When I look back on this class, trying to figure out what exactly I have accomplished, I am always drawn back to one of the first assigned readings, Gumbrecht’s In 1926: Living at the Edge of Time. The book attempted to look at history as if through a microscope, taking in all of the details at a certain point and rejecting a more linear approach to time. To me, the entire course follows this model: we look into a single decade, in one city, and learn all the details we can about musical life: we listen to music, read reviews, watch reconstructed performances. All of these are puzzle pieces of a larger idea: what exactly was music in 1920’s Paris?

A traditional music history course would throw out the names of a few composers, their musical influences, and then move on the linear path of musical evolution, leaving the time period behind. But we stay here and absorb more, read more, and explore more.

The papers have been a good example of exploring such a specific period of history. Through first person writing assignments, we essentially create faux-primary sources, mimicking what we might find in our research. Our created sources must represent a persona from the place and time period, and creating such a life requires considerably more research than it would seem. To piece together an imagined experience means understanding more than one aspect of the time period: a broad scope of information in one point in time. Finding sources for this research proves very difficult, and the deeper I look, the more I realize that there really aren’t enough sources to give the full picture. At some point, I inevitably hit a wall. What was Parisian bass clarinetist Georges Pigassou really like? What was Rolf de Mare’s reaction to the Ballets Suedois performance being relocated to a different stage in a theater in New York? Is there any printed source or living person who could tell me?

This makes me realize that a specific point in history, 1920’s Paris or any other point in time, is immeasurably more complex than we can ever imagine in a traditional history course. There are so many elements of life that have been lost, yet of course existed. Through the papers I’ve written for this class, I’ve been reminded of this, and that any moment in history may be more similar to the present day than I realize or want to accept.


What is needed:
Write out all of the records exactly once more and skip the images.
# # # # # # #
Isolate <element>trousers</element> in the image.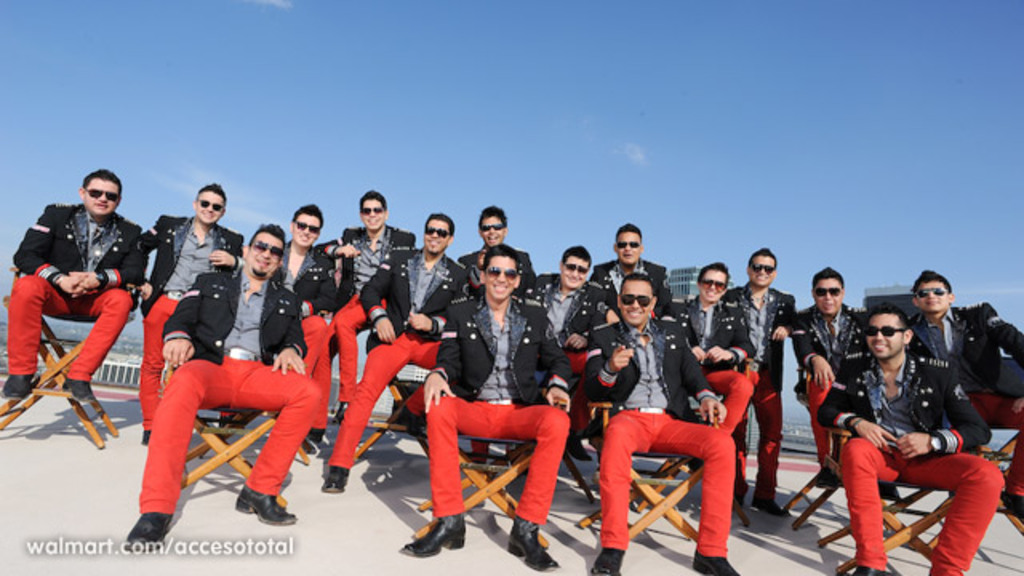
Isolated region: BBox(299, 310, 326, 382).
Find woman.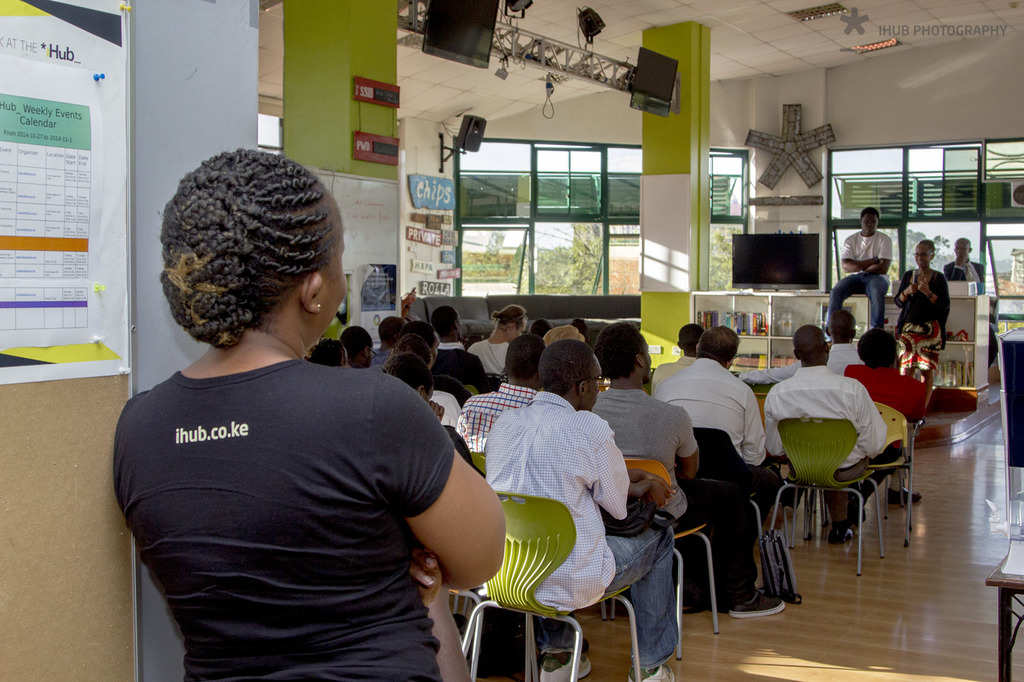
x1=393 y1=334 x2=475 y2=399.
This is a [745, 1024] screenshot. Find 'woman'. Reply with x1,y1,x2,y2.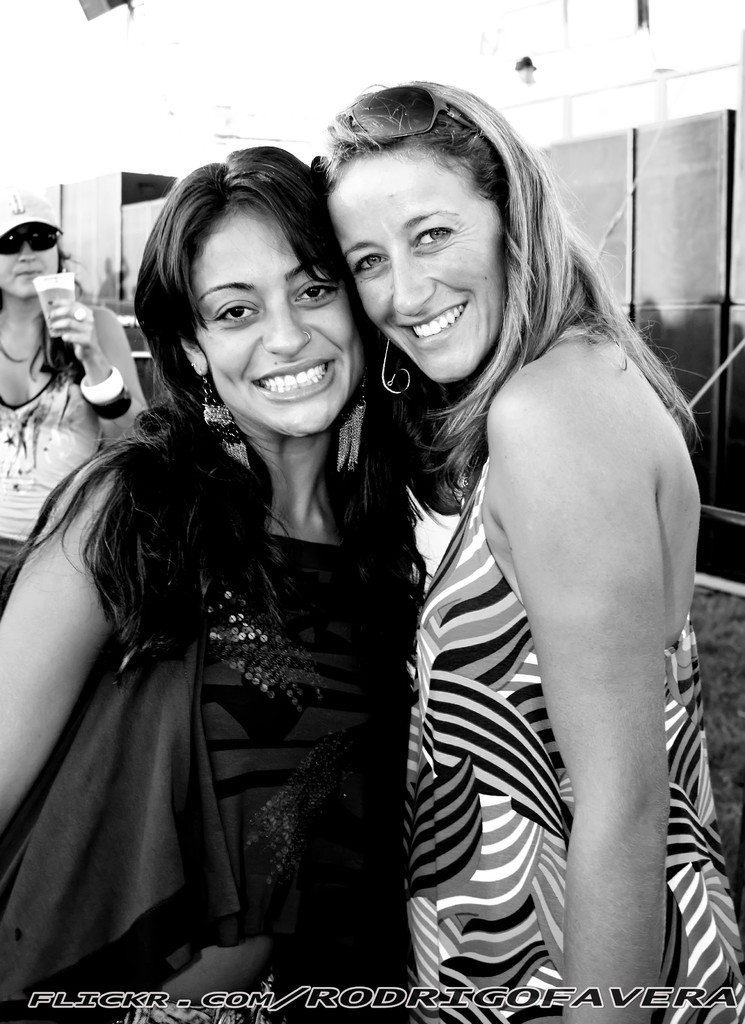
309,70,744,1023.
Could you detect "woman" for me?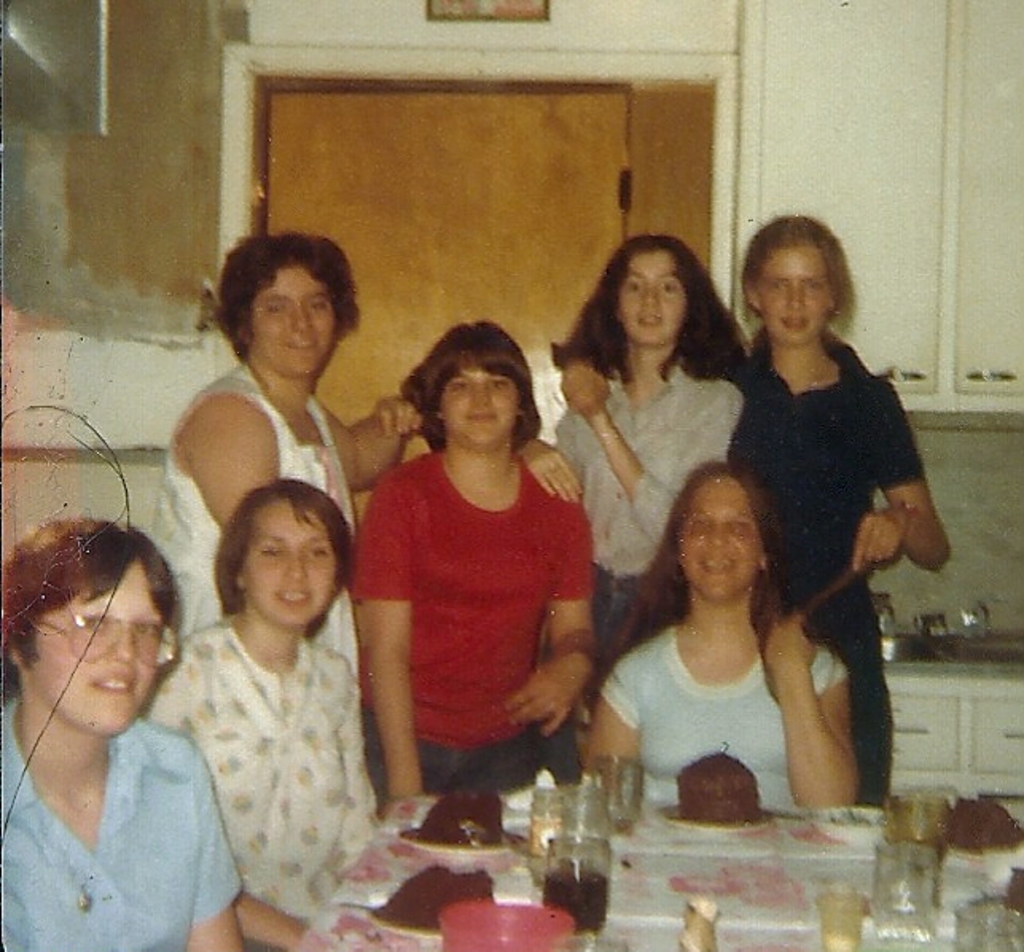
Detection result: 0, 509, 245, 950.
# # # # # # #
Response area:
Isolate <element>trousers</element> in the image.
Isolated region: BBox(299, 310, 326, 382).
Find woman.
x1=393 y1=334 x2=475 y2=399.
This is a [745, 1024] screenshot. Find 'woman'. Reply with x1,y1,x2,y2.
309,70,744,1023.
Could you detect "woman" for me?
Detection result: 0, 509, 245, 950.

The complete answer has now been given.